Monday 21 April 2008

Supervisor role in writting master work

As an addition to the previous post about writing a master work, I'd like to add a post about the supervisor role in this process.

This role contains several sub roles. First of all the supervisor should direct and verify the content of the work. Normally it means
1. Plan the work on the highest level: majour topic of the work and subtopics; overall logic of discussions.
2. Give advices how to write the work, which topics to include to make the work logical and how to position those to avoid misunderstanding of the work by future reviewers. For example any analysis should be based on certain criteria that are important in this particular type of environment etc. In other words the selection of criteria and description of those should precess any analysis. It is also important to show why one or another methodology for comparison is chosen (to show that it is applicable to the topic of the work).

3. Prepare a time plan (schedule) of writing and defending the work.
4. Compile a content by proposing chapters, sub chapters basing on previous .discussions and finalise by defining an approximate size of each sub chapter length.

The last item actually merge with the second role of the supervisor, which is to direct and watch formatting of the work. There is always certain (sometimes informal) requirements starting from the font size and ending with the number of pages (including formatting of tables and figures, number of sub chapters etc). Notice that in master and similar works the rule "the more the better" doesn't hold. Knowledge (know hows, reviews etc) should be clearly written and concentrated to not exceed the limit of pages. Otherwise reviewers will had to read too much, so will simply read the introduction and conclusion, so there will be a risk that they will simply misunderstood the whole point of the work.

There is also a none official role of the supervisor, which includes the following
1. Inspire a student to start and write to the end the master-work
2. Help students to relax (decrease stress) and produce a confidence that the work will be successfully defended
3. Force the student to meet the schedule (time-plan) of writing the work and ask why s/he doesn't.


• [TASK INSTRUCTIONS] Look through the entries below and report every line that has "diagram".

[TASK INPUTS Boundary: Start]

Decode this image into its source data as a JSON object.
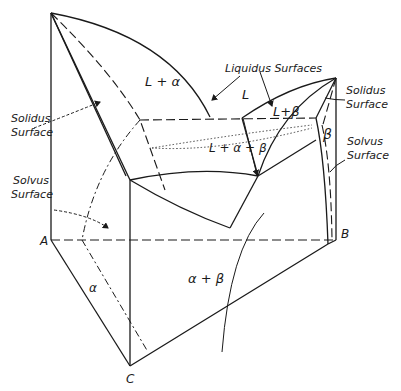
{
  "diagram": {
    "type": "ternary eutectic phase diagram (3D isometric)",
    "vertices": {
      "A": "A",
      "B": "B",
      "C": "C"
    },
    "regions": {
      "l_alpha": "L + α",
      "l": "L",
      "l_beta": "L+β",
      "l_alpha_beta": "L + α + β",
      "beta": "β",
      "alpha": "α",
      "alpha_beta": "α + β"
    },
    "callouts": {
      "liquidus": "Liquidus  Surfaces",
      "solidus_left_1": "Solidus",
      "solidus_left_2": "Surface",
      "solidus_right_1": "Solidus",
      "solidus_right_2": "Surface",
      "solvus_left_1": "Solvus",
      "solvus_left_2": "Surface",
      "solvus_right_1": "Solvus",
      "solvus_right_2": "Surface"
    },
    "colors": {
      "ink": "#1a1a1a",
      "paper": "#ffffff"
    }
  }
}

[TASK INPUTS Boundary: End]

• [ANSWER BELOW]
  "diagram": {
    "type": "ternary eutectic phase diagram (3D isometric)",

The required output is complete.